The demands of data residency and control are pushing finer architecture decisions. It is not about choosing between cloud and on-premises, but about placing each workload where it makes sense by cost, latency, risk and compliance. A deliberate cloud strategy is the foundation for operating AI at scale in LATAM.

  • Implication: classify your data by sensitivity and define explicit residency policies.
  • Evaluate hybrid models where critical data stays under direct control.

7. AI efficiency and FinOps: cost under control

The enthusiasm of pilots hides an uncomfortable truth: AI in production consumes compute and budget continuously. In 2026, AI FinOps becomes a mandatory discipline. The board must see the cost per use case and the return, not an aggregate bill that grows without explanation.

  • Implication: demand visibility into the unit cost of every agent or model in operation.
  • Match model size to the task: not everything requires the most expensive option.
  • Tie AI investment to business indicators, not activity metrics.

Frequently asked questions

Where do we start if we're still in pilots?

Choose a high-volume process with clear rules and available data. Take one pilot to production with governance and measurement from day one. One well-run case teaches more than ten demonstrations.

Do we need an AI lead on the board?

Yes. Agentic AI cuts across technology, risk, finance and operations. Without an owner holding a cross-functional mandate, decisions get diluted and risk accumulates with no one accountable for it.

How do I keep AI costs from spiraling out of control?

Institute AI FinOps: visibility into cost per use case, matching the model to the task, and a direct link to business indicators. What isn't measured isn't governed.

Is 2026 too early to think about post-quantum?

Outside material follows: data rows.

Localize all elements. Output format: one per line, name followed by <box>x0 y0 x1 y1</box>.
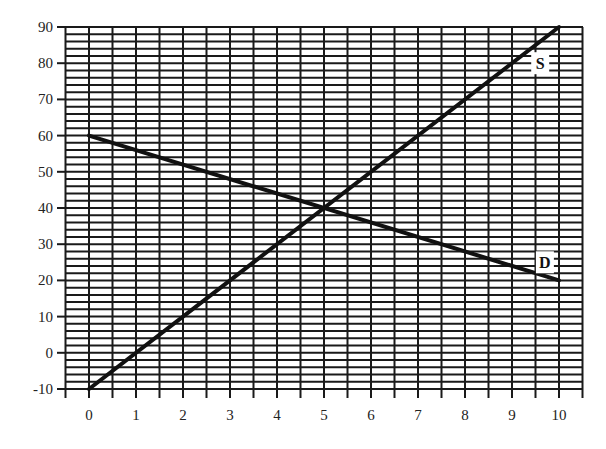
y-tick-label: 70 <box>38 91 53 107</box>
series-label-s: S <box>536 55 545 72</box>
y-tick-label: -10 <box>33 381 53 397</box>
y-tick-label: 20 <box>38 272 53 288</box>
y-tick-label: 0 <box>46 345 54 361</box>
x-tick-label: 8 <box>461 407 469 423</box>
x-tick-label: 6 <box>367 407 375 423</box>
y-tick-label: 10 <box>38 309 53 325</box>
y-tick-label: 60 <box>38 128 53 144</box>
series-label-d: D <box>539 254 551 271</box>
y-tick-label: 50 <box>38 164 53 180</box>
x-tick-label: 4 <box>273 407 281 423</box>
x-tick-label: 5 <box>320 407 328 423</box>
x-tick-label: 0 <box>85 407 93 423</box>
x-tick-label: 9 <box>508 407 516 423</box>
x-tick-label: 3 <box>226 407 234 423</box>
supply-demand-chart: -100102030405060708090012345678910 SD <box>0 0 606 449</box>
y-tick-label: 80 <box>38 55 53 71</box>
x-tick-label: 1 <box>132 407 140 423</box>
x-tick-label: 10 <box>552 407 567 423</box>
x-tick-label: 7 <box>414 407 422 423</box>
grid <box>65 27 583 398</box>
y-tick-label: 30 <box>38 236 53 252</box>
y-tick-label: 90 <box>38 19 53 35</box>
x-tick-label: 2 <box>179 407 187 423</box>
y-tick-label: 40 <box>38 200 53 216</box>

To migrate, perhaps. To inventory and plan, no. Long-lived sensitive data calls for starting the mapping now, without urgency but with method.

The first step

The 2026 agenda is not resolved with a tool, but with a board decision: to treat AI as a production system with governance, resilience and cost under control. The first step is honest and concrete: review where your organization stands today on each of these seven trends and prioritize two or three moves for the first half of the year. At SUMāTO we support that conversation with both technical and business judgment. Let's talk about your 2026 agenda.